Thursday, December 9, 2010

Super Biting Steez (no judgement, you gotta make that loot)

Remember VBS.tv and Intel's online video collabo The Creators Project? Super Bitten.

Fader tv and some brand called Belkin put on their thinking caps and came up with the Explorers Series (see how they did that?), which is exactly the same except worse.


Someone once said that innovation isn't necessarily inventing something new, but often involves taking what's already being done and doing it better. This is not that.

If anyone at Fader/Belkin is reading this.....was Explorers Series an attempt at exploring the irony of doing the opposite of what the series is meant to celebrate? If yes, then you are so ahead of your time it's embarrassing.
online videos to promote albums that aren't music videos









Monday, October 11, 2010

Fresh Idea!

Ben Silverman, former co-chair of NBC Entertainmnet who rose to power by copying already proven TV formats (The Office, Ugly Betty, Nashville Star), is now ripping off recently canceled Party Down.

from Cynopsis: "NBC okayed a comedy from Ben Silverman titled Party People. The project is an ensemble comedy script about entertainers who work at children's parties and is described as having the same feel as the classic sitcom Taxi."

While the pitch to the grey hairs at NBC involves a reference to Taxi, I'd say it's just like Party Down but with children's parties.

Wednesday, October 6, 2010

Man Alive

Everything Everything is a band with an album called Man Alive, which is my ALL TIME FAVORITE exclamatory expression used by my grandma with stunning frequency.





Friday, October 1, 2010

Sign O' The Times (a mixtape): net neutrality slapped again by The Man

Joe Barton, ranking Republican on the Energy and Commerce Committee, refused to support the Net Neutrality bill backed by the FCC and the White House.

Barton said: “I have consulted with Republican leadership and members of the Energy and Commerce Committee, and there is a widespread view that there is not sufficient time to ensure that [the] proposal will keep the Internet open without chilling innovation and job creation...It is not appropriate to give the FCC authority to regulate the Internet."

Free Energy - Bang Pop
FREE ENERGY | MySpace Music Videos


Deregulation VS Fairness: does deregulation=fairness or is fairness undermined by deregulation?



on Deregulation: Bernie Sanders ping pongs ideas off this automaton's forehead...

- Watch more Politics Videos at Vodpod.

My Answer: While on one hand deregulation means the "market" remains free, it undermines a central tenant of Americanism. What's so great about this idea of America we hold dear? The American Dream, of course; life, liberty, and the pursuit of putting nacho cheese and ranch dressing on whatever you eat. Americans value freedom, they want fairness. How is it fair for those in power to take a democratizing resource like the internet and literally (quite literally) rig it in their favor? Wouldn't doing so limit access to The American Dream by dampening the fire that propels our literal (ok, figurative) locomotive of progress, social mobility? Social mobility is what keeps American Capitalism on track, motivating our citizens to be productive and innovative. Lack of social mobility is a lack of freedom, and allowing Power to grab more power unfettered is a detriment to social mobility, a detriment to freedom, and an attack on The American Dream.

Male Bonding...


The Rebuttal: On the flip side, letting big business make more $$$ could translate to more jobs for Americans and an increase in social mobility.

Rebuttal to The Rebuttal: Ignoring the nagging notion that greater profits as a result of deregulation probably means bigger bonuses for CEOs (encouraged by DeReg to move jobs overseas) and Finance Barons (encouraged by DeReg to generate $huge incomes$ without actually making anything thereby cutting out the middle(class)man).......Let's take a look: have the last 20-30 years of heavy deregulation marked an increase in social mobility for American families? No.
(I know no one trusts stats anymore but if you care at all, just bite the bullet and spend 5 more minutes reading up)

Now We Can See...



Conclusion: unchecked deregulation is bad for social mobility, bad for freedom, and bad for America. 200 years into the industrial revolution and 400 years into American democracy, The Man knows how to rig the game quite well. The result lately is economic inequality unmatched since the 1920s, consolidation of wealth in the hands of the few, and the erosion of the middle class. This is especially true in a struggling economy when funny money has dried up and limited resources (jobs, credit, education) are out of reach for so many. Ironically, in this regard, America is becoming more like Latin America everyday, so how can we be against all these immigrants?

Friday, September 10, 2010

The Return: THUMBS UP!

so excited for fresh eps of thumbs up I'm just gonna post this without even watching it.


**Exercise**
Report each line of the data that contains the string "Sunset".

**Source information**
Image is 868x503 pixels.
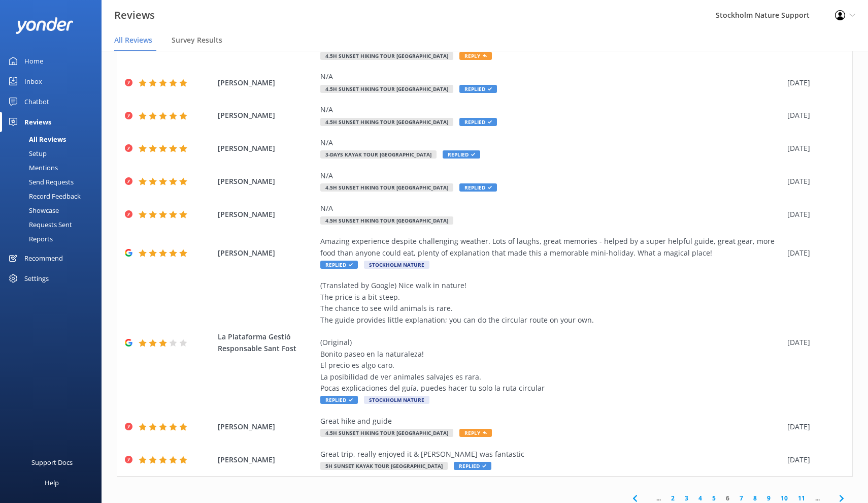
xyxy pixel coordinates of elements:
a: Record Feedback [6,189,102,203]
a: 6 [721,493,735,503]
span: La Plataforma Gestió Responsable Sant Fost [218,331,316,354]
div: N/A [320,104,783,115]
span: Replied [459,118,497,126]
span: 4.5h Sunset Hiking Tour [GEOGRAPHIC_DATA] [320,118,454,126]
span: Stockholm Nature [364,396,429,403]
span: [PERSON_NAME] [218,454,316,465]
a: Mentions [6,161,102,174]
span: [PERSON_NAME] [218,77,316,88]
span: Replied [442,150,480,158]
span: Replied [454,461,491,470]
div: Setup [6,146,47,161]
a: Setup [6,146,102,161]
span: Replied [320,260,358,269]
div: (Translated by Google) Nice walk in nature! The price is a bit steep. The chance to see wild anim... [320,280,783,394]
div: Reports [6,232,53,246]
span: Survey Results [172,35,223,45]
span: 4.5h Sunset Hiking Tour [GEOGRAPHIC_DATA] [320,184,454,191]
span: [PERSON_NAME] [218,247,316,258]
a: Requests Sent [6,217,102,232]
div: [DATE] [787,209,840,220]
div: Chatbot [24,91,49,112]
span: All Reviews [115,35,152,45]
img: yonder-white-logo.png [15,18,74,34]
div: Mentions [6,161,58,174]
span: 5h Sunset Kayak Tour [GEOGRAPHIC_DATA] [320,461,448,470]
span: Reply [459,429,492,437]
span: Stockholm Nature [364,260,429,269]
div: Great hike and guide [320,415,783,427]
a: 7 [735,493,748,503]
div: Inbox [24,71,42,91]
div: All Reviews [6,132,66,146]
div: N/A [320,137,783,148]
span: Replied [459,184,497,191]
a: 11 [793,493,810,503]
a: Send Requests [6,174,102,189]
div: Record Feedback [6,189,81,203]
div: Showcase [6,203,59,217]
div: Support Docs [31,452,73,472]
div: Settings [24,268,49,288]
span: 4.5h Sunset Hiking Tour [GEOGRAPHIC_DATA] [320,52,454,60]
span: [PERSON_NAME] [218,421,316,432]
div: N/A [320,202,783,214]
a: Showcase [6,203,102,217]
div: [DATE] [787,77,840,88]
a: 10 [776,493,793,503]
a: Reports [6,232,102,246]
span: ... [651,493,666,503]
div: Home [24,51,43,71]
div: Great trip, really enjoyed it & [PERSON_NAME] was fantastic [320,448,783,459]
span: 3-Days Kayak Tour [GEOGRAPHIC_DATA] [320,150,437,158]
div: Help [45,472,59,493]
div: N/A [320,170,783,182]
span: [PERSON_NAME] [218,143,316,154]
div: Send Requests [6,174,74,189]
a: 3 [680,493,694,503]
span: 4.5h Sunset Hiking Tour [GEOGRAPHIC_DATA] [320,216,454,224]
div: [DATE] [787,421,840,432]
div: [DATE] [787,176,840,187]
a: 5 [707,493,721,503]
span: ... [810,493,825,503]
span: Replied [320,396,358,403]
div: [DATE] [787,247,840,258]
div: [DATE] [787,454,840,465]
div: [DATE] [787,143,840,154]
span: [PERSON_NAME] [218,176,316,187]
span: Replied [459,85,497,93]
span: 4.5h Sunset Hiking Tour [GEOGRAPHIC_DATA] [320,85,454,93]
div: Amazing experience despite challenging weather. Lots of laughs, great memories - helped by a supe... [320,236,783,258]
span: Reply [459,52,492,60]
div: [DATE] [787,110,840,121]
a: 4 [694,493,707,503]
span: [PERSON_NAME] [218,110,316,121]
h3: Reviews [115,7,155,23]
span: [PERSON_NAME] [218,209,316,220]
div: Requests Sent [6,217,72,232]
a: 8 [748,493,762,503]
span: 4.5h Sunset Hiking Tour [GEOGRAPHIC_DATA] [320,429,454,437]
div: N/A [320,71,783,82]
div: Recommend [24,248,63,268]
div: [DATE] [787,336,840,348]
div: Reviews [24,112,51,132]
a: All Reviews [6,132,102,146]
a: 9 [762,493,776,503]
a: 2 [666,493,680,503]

**Result for this task**
span: 4.5h Sunset Hiking Tour [GEOGRAPHIC_DATA] [320,118,454,126]
span: 4.5h Sunset Hiking Tour [GEOGRAPHIC_DATA] [320,184,454,191]
span: 5h Sunset Kayak Tour [GEOGRAPHIC_DATA] [320,461,448,470]
span: 4.5h Sunset Hiking Tour [GEOGRAPHIC_DATA] [320,52,454,60]
span: 4.5h Sunset Hiking Tour [GEOGRAPHIC_DATA] [320,216,454,224]
span: 4.5h Sunset Hiking Tour [GEOGRAPHIC_DATA] [320,85,454,93]
span: 4.5h Sunset Hiking Tour [GEOGRAPHIC_DATA] [320,429,454,437]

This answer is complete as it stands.